If you are like most business owners, your company’s balance sheet is the least used and least understood financial statement. Yet, it is probably the most important financial statement.
Over the next few weeks I’ll do a deep dive into each of the critical balance sheet ratios. You’ll understand their meaning and can make sure that your trends are headed in the right direction. You’ll be able to spot minor issues and resolve them before they become major crises.
Current ratio is the first balance sheet ratio to pay attention to. It is critical because increasing current ratio means increasing ability to pay your bills and increasing profitability, most of the time.
Decreasing current ratio means that your profitability is decreasing and your ability to pay your bills is decreasing, most of the time.
When these trends are because of purchasing assets for cash, paying a huge tax bill, loans (such as the PPP loan that many companies received during the pandemic), or other huge cash increases or decreases not dependent on your day to day business operations, the trends do not follow the same rules as above.
Current ratio is defined as current assets divided by current liabilities.
Current assets are either cash or things that can be turned into cash within a year. The major categories of current assets are cash, investments, accounts receivable, inventory and prepaid expenses. Occasionally you’ll have some other current assets.
However, on an operational or day-to-day basis, you’ll generally have these categories.
Current liabilities are debts that must be paid within one year. The major categories of current liabilities are accounts payable, accrued taxes (payroll taxes, income taxes, state taxes, local taxes, etc.), deferred income, warranty, and current portion of long-term debt.
An individual month’s ratio tells you almost nothing. Graph your current ratio trends using trailing data (a year’s worth of data taken a month at a time). For example, the current ratio for April 2025 is the addition of the current ratios from May, 2024 through April 2025 divided by 12). It is the trend that matters. Is the ratio increasing or decreasing? And why?
Your trailing current ratio graph should look like the graph above.
If your company’s trend is not flat or increasing, find out why and resolve the issue.
You can spend the hours to calculate the ratios and graph them yourself or you can have software calculate the ratios and graphs for you in less than 10 minutes a month.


▸ **TASK STATEMENT**
Only lines holding the word "curve" should be copied from the material.

▸ **SUPPLIED DATA**
*** Begin section ***

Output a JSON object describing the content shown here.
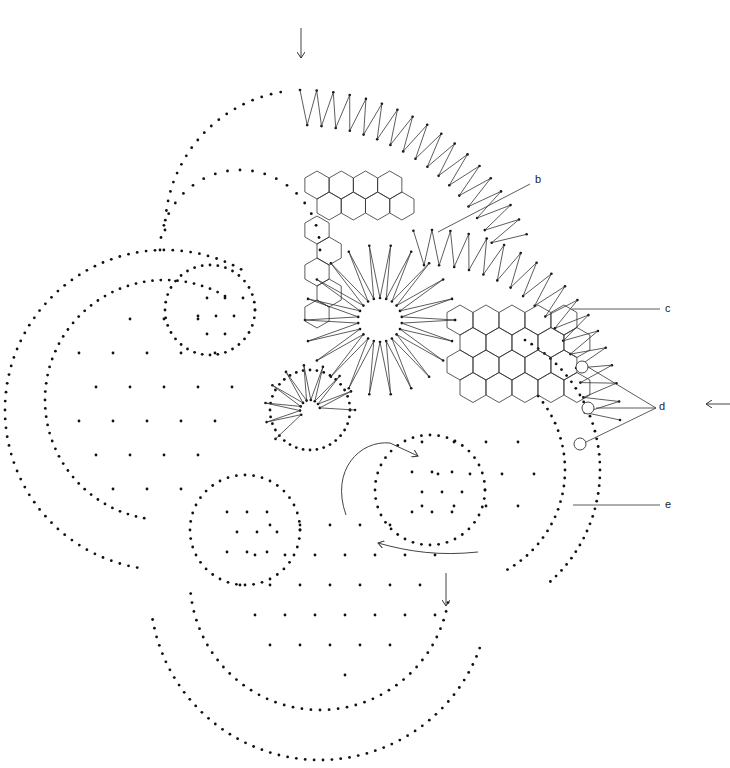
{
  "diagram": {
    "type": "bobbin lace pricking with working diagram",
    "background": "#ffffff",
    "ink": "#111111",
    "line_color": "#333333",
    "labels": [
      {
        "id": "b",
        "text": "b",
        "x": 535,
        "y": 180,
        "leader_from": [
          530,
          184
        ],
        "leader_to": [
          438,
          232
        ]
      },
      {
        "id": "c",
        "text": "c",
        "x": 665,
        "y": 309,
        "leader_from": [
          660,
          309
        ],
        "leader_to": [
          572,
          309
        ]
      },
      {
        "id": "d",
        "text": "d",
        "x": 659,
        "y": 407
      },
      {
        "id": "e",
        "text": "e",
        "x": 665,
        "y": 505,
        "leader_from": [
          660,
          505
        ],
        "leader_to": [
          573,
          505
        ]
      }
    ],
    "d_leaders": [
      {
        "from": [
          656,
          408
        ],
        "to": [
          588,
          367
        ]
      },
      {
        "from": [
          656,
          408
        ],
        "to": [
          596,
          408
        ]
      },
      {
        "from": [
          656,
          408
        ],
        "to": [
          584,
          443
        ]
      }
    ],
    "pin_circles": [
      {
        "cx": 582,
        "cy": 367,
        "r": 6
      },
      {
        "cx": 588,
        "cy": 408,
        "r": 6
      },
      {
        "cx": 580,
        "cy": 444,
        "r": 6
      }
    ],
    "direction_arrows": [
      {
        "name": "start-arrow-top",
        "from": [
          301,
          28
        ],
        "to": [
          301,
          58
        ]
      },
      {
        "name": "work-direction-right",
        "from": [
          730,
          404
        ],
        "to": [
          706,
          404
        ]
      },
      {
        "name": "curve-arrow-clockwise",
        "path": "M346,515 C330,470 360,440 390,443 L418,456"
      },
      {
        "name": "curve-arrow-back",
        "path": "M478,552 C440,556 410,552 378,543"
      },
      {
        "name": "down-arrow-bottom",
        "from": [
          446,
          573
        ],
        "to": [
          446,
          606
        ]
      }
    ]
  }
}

*** End section ***

▸ **SOLUTION TO THIS PROBLEM**
        "name": "curve-arrow-clockwise",
        "name": "curve-arrow-back",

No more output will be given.